Further evidence that trauma in early life is linked to premature mortality in adulthood
By Melanie Hinze
New research published in the BMJ supports a wide body of evidence that early life physical and sexual abuse and neglect lead to ill health and mortality in adulthood, an Australian expert has told Medicine Today.
Professor Leonie Segal, Head of the Health Economics and Social Policy Group at the University of South Australia, Adelaide, and lead investigator of the NHMRC-funded Impacts of Child Abuse & Neglect Study, said that while this new research was based on a survey of US nurses, there had been studies all over the world, across different populations, genders, age groups and health conditions, that all found a link between child abuse, neglect and poor health. She said this was particularly so for poor mental health, but also several other chronic diseases.
The new study explored associations between early life physical and sexual abuse and risk of death before age 70 years among 67,726 female nurses from The Nurses’ Health Study II. Participants completed a violence victimisation questionnaire in 2001, when aged 37 to 54 years, and were followed up for 18 years.
Nurses who had experienced moderate to severe physical abuse or forced sexual activity before the age of 12 years and at ages 12 to 17 years were found to have an increased risk of premature adult mortality compared with nurses without such abuse.
After adjustments for a range of factors, relative premature death rates were 53% and 80% higher among nurses who experienced severe physical abuse or forced sexual activity, respectively, in childhood and adolescence compared with those who did not.
Further analyses indicated that severe physical abuse was associated with about a three-fold greater risk of death due to external injury, poisoning and suicide and a 2.4-fold greater risk from digestive diseases. Serious sexual abuse was associated with a more than four-fold greater risk of death from suicide and digestive diseases, more than three-fold greater risk from external injury, poisoning and respiratory disease and 2.5-fold increased risk due to cardiovascular disease.
Professor Segal said, ‘It’s incontrovertible now that child abuse and neglect is an underpinning cause of much ill health in our society, and I think if clinicians were more aware of this it could inform their practice.’
She explained that there was opportunity for GPs to upskill themselves in trauma informed practices.
‘For those with an interest, I think there’s a huge need in our community for people who are both clinically trained in terms of physical health, but also in mental health and trauma,’ she said.
‘It’s also important, particularly with gastrointestinal [diseases] and some of the other chronic conditions which have an inflammatory pathway, to be alert to the biopsychosocial relationship in some of these conditions,’ she added.
Professor Segal said that establishing effective referral networks could also help to reduce the burden that child abuse and neglect has on people’s long-term health and wellbeing.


*Work to complete*.
The output should be the listing below, limited to the lines from the one with "Describe the element at coordinates (971, 9)" through the one with "This screenshot has width=968, height=458.", exact and without pictures.

*Information supplied*.

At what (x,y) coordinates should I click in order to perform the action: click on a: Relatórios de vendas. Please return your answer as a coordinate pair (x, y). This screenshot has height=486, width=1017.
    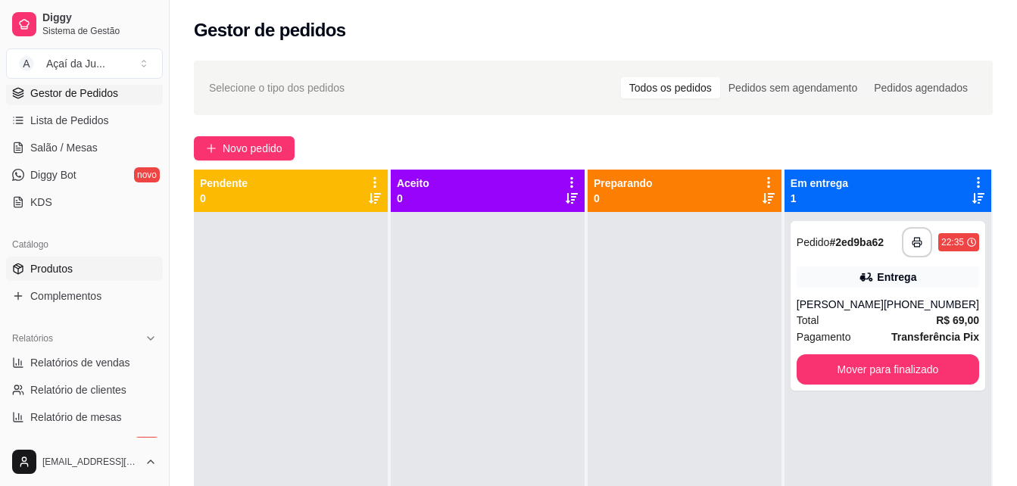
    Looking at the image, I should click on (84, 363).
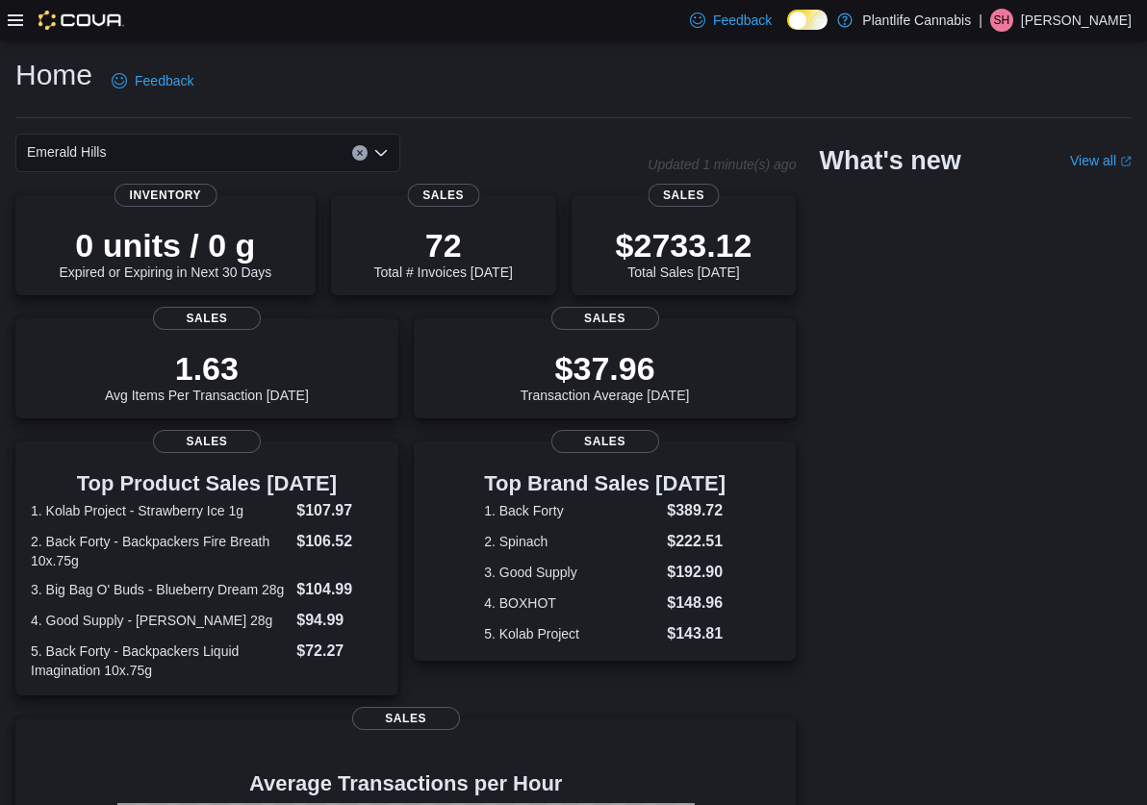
* * *
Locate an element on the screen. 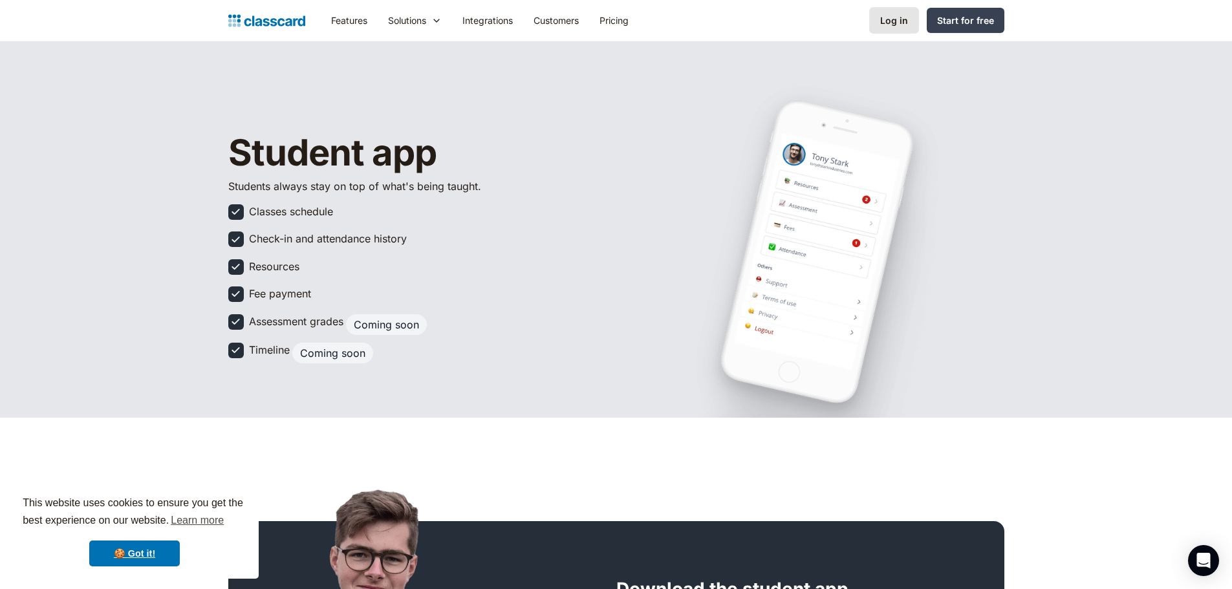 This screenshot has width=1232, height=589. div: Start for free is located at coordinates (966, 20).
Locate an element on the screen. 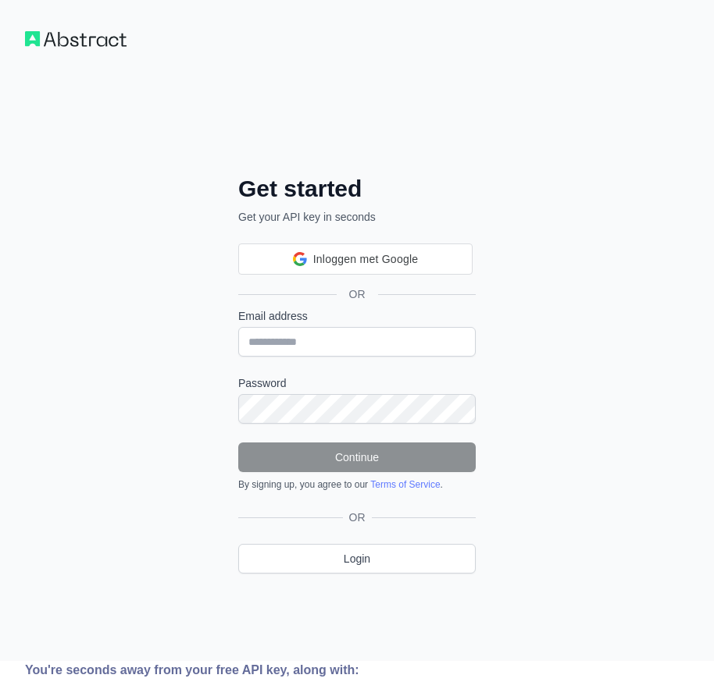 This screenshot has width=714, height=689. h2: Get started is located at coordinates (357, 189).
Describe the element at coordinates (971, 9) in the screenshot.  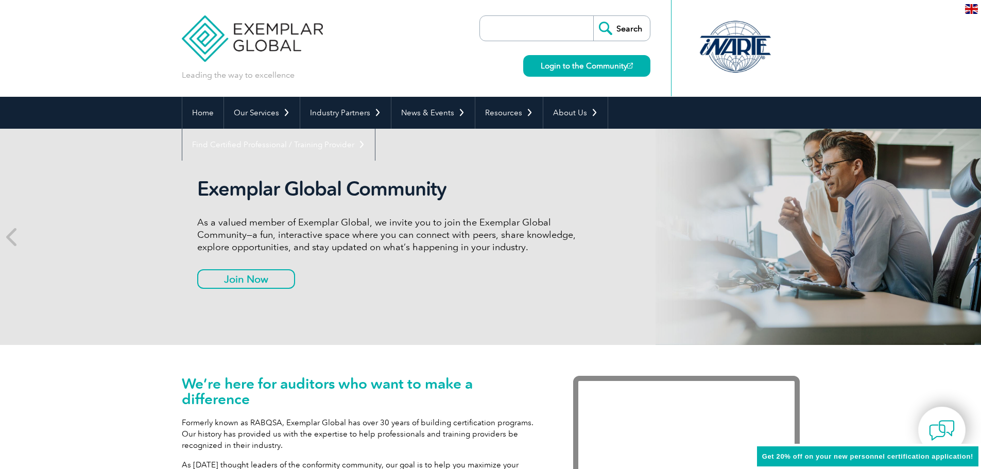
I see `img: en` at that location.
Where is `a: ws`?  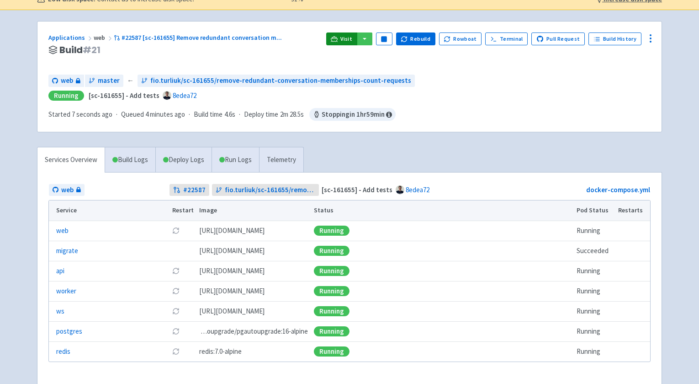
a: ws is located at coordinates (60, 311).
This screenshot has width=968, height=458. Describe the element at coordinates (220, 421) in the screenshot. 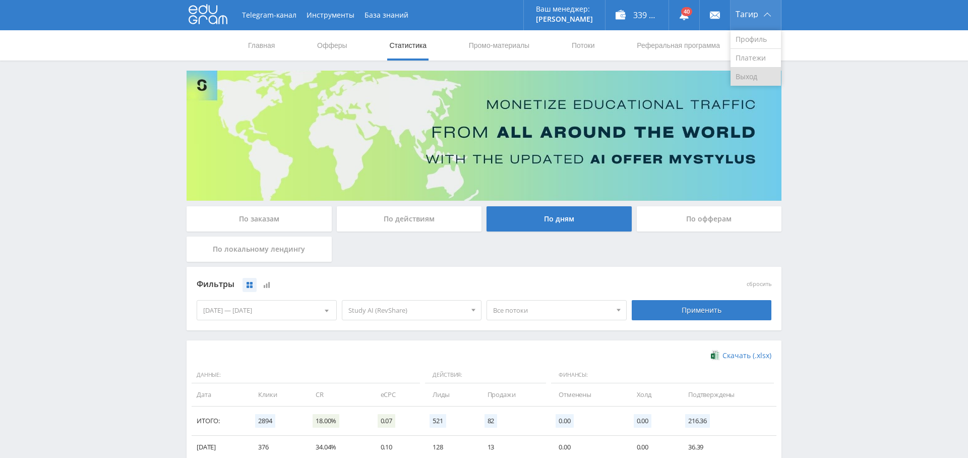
---
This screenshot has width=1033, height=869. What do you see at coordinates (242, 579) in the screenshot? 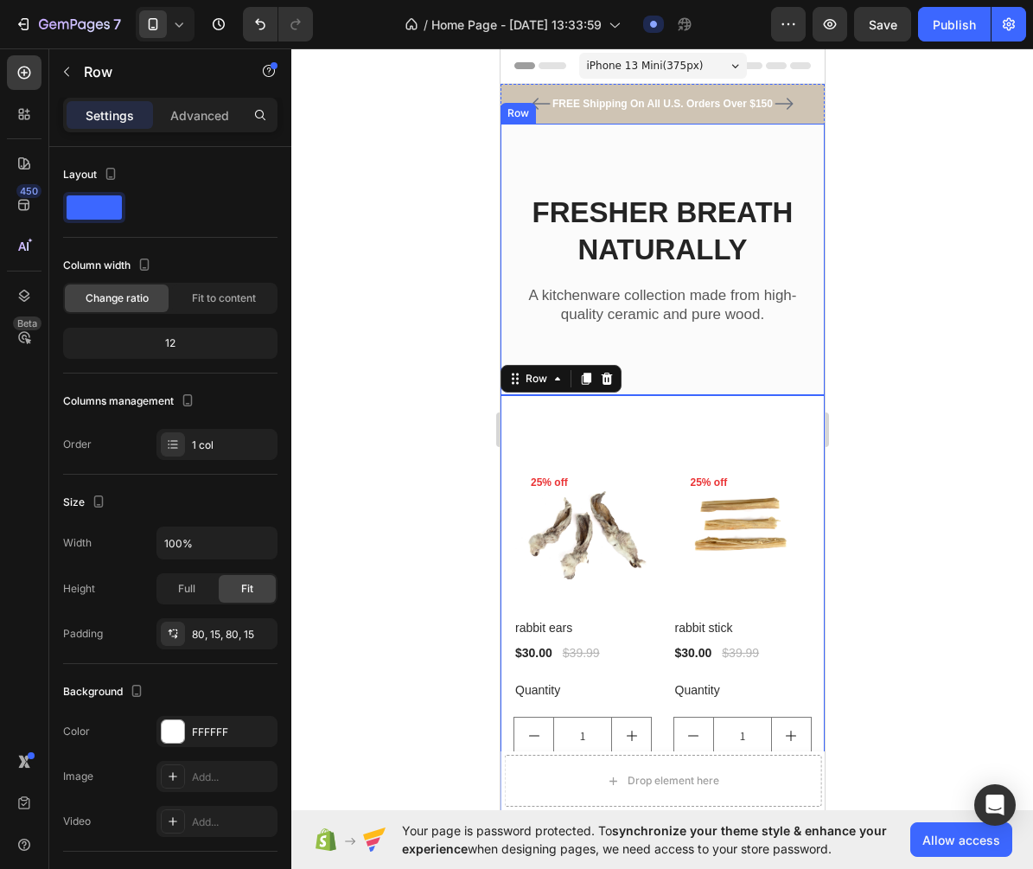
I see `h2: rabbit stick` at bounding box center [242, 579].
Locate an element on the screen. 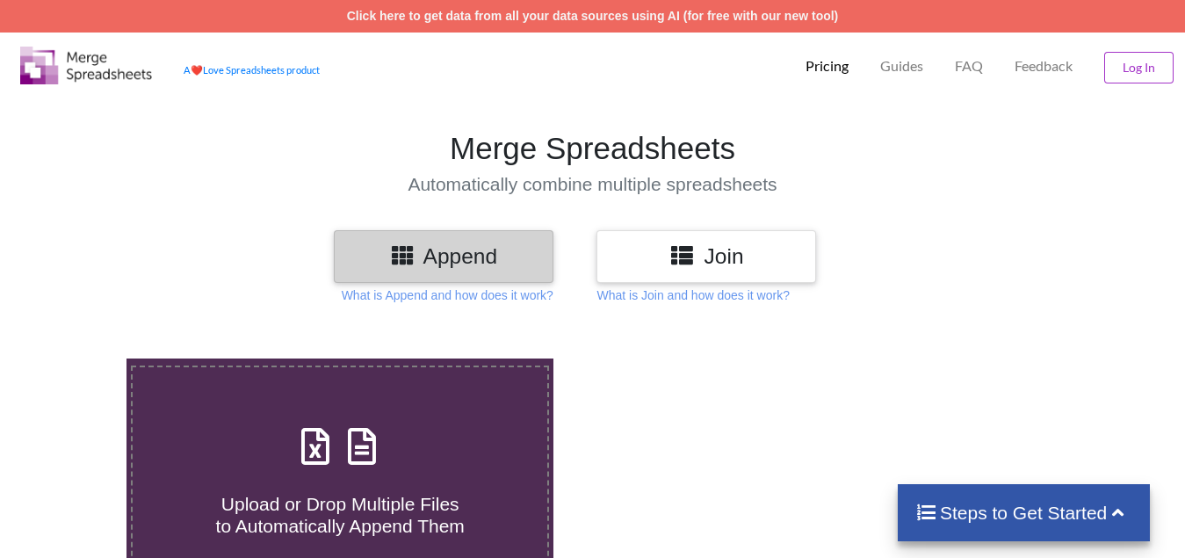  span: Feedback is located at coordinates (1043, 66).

*Answer to this task*.
Describe the element at coordinates (971, 9) in the screenshot.  
I see `img: en` at that location.
Where is `a: ws`?  
a: ws is located at coordinates (60, 311).
This screenshot has width=968, height=458. Describe the element at coordinates (220, 421) in the screenshot. 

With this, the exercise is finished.